AI agents invoke asyncExecuteCode to trigger processes or run actions in DataGen. Execute operations can have side effects beyond the immediate call -- triggering builds, sending notifications, or starting workflows. Rate limits and argument validation are essential to prevent runaway execution.
asyncExecuteCode can trigger processes with real-world consequences. An uncontrolled agent might start dozens of builds, send mass notifications, or kick off expensive compute jobs. Intercept enforces rate limits and validates arguments to keep execution within safe bounds.
Execute tools trigger processes. Rate-limit and validate arguments to prevent unintended side effects.
tools:
asyncExecuteCode:
rules:
- action: allow
rate_limit:
max: 10
window: 60
validate:
required_args: true See the full DataGen policy for all 20 tools.
Agents calling execute-class tools like asyncExecuteCode have been implicated in these attack patterns. Read the full case and prevention policy for each:
Other tools in the Execute risk category across the catalogue. The same policy patterns (rate-limit, validate) apply to each.
asyncExecuteCode is one of the high-risk operations in DataGen. For the full severity-focused view — only the high-risk tools with their recommended policies — see the breakdown for this server, or browse all high-risk tools across every MCP server.
Execute Python code asynchronously for long-running operations. This tool starts Python code execution in the background and returns immediately with an execution UUID. Use 'checkCodeExecStatus' to monitor progress and retrieve results. Perfect for long-running scripts, large data processing, or operations that might take several minutes. call this tool when you are dealing with long running operations. **Key advantages over executeCode:** - Non-blocking execution - No timeout limitations **Workflow:** 1. Call this tool to start execution 2. Get execution_uuid in response 3. Use 'checkCodeExecStatus' to monitor progress 4. Retrieve results when status is 'completed' **Do not use any local() or global() in the code.** **Do not use any async in the code. it will cause the code to not work.** **When work with API directly, use httpx instead of requests.** . It is categorised as a Execute tool in the DataGen MCP Server, which means it can trigger actions or run processes. Use rate limits and argument validation.

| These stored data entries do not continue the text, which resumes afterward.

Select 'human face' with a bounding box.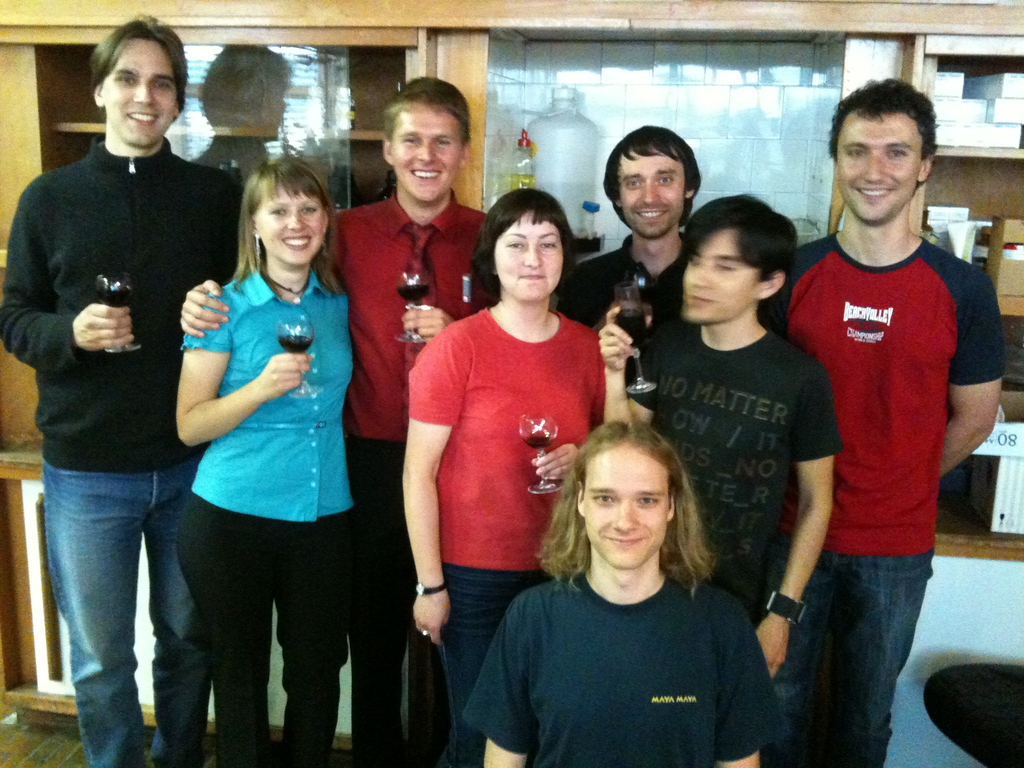
locate(623, 149, 684, 233).
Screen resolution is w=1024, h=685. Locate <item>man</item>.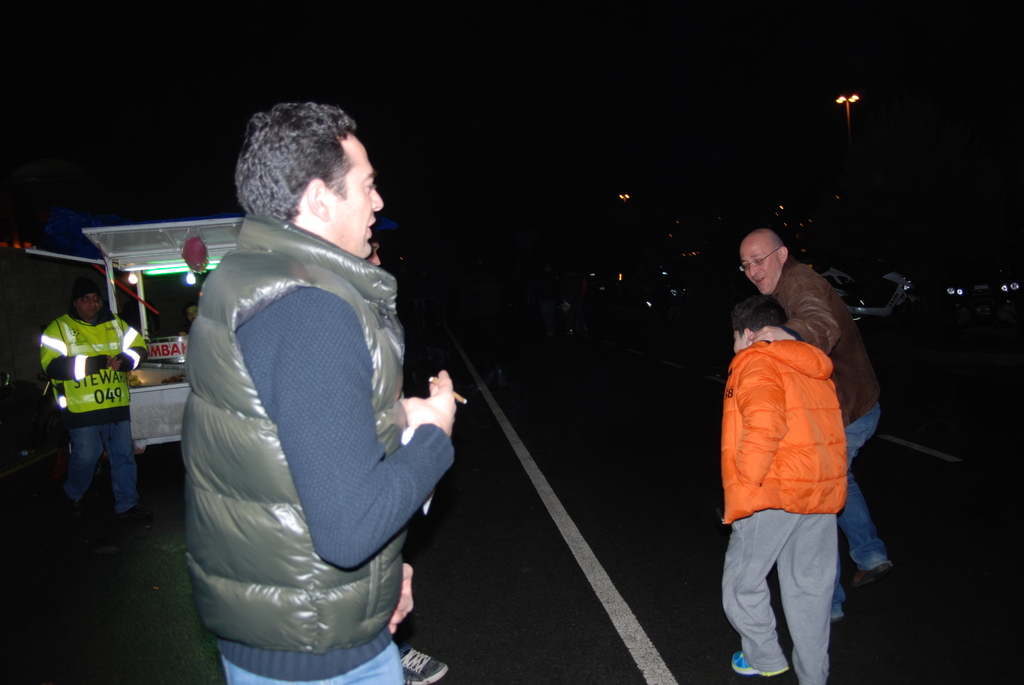
[153, 90, 455, 681].
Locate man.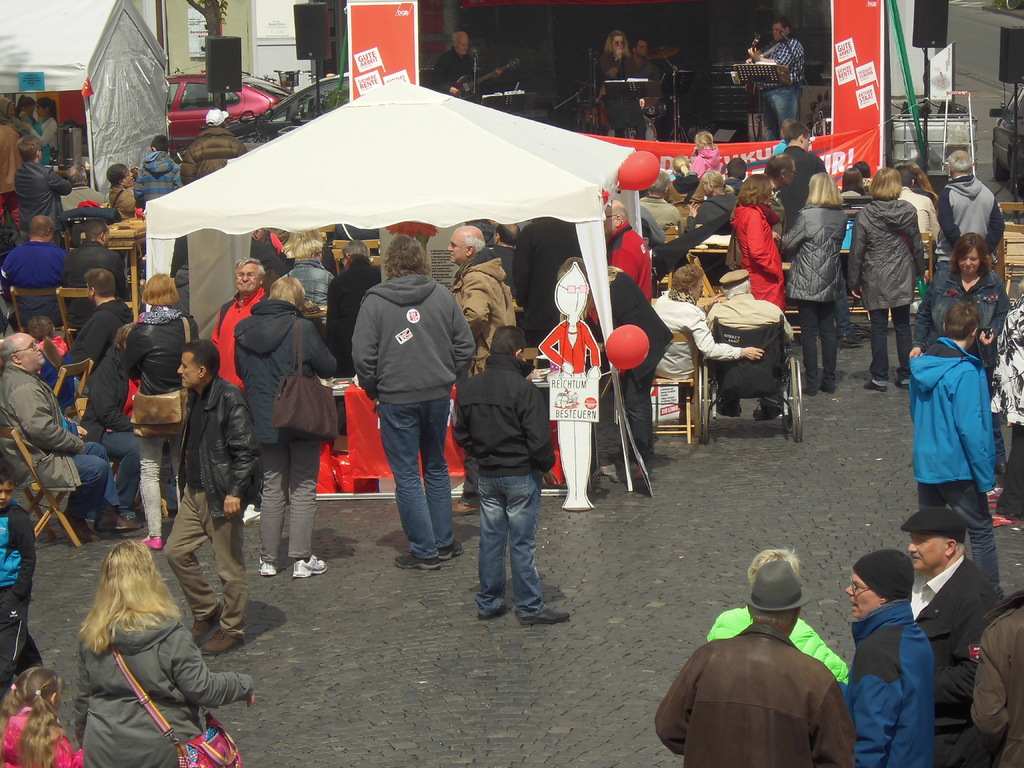
Bounding box: left=214, top=257, right=271, bottom=392.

Add a rule in your Intercept YAML policy under the tools section for asyncExecuteCode. You can allow, deny, rate-limit, or validate arguments. Then run Intercept as a proxy in front of the DataGen MCP server.
asyncExecuteCode is a Execute tool with high risk. Execute tools should be rate-limited and have argument validation enabled.
Yes. Add a rate_limit block to the asyncExecuteCode rule in your Intercept policy. For example, setting max: 10 and window: 60 limits the tool to 10 calls per minute. Rate limits are tracked per agent session and reset automatically.
Set action: deny in the Intercept policy for asyncExecuteCode. The AI agent will receive a policy violation error and cannot call the tool. You can also include a reason field to explain why the tool is blocked.
asyncExecuteCode is provided by the DataGen MCP server (kuoyusheng/datagendev). Intercept sits as a proxy in front of this server to enforce policies before tool calls reach the server.
Open source. One binary. Zero dependencies.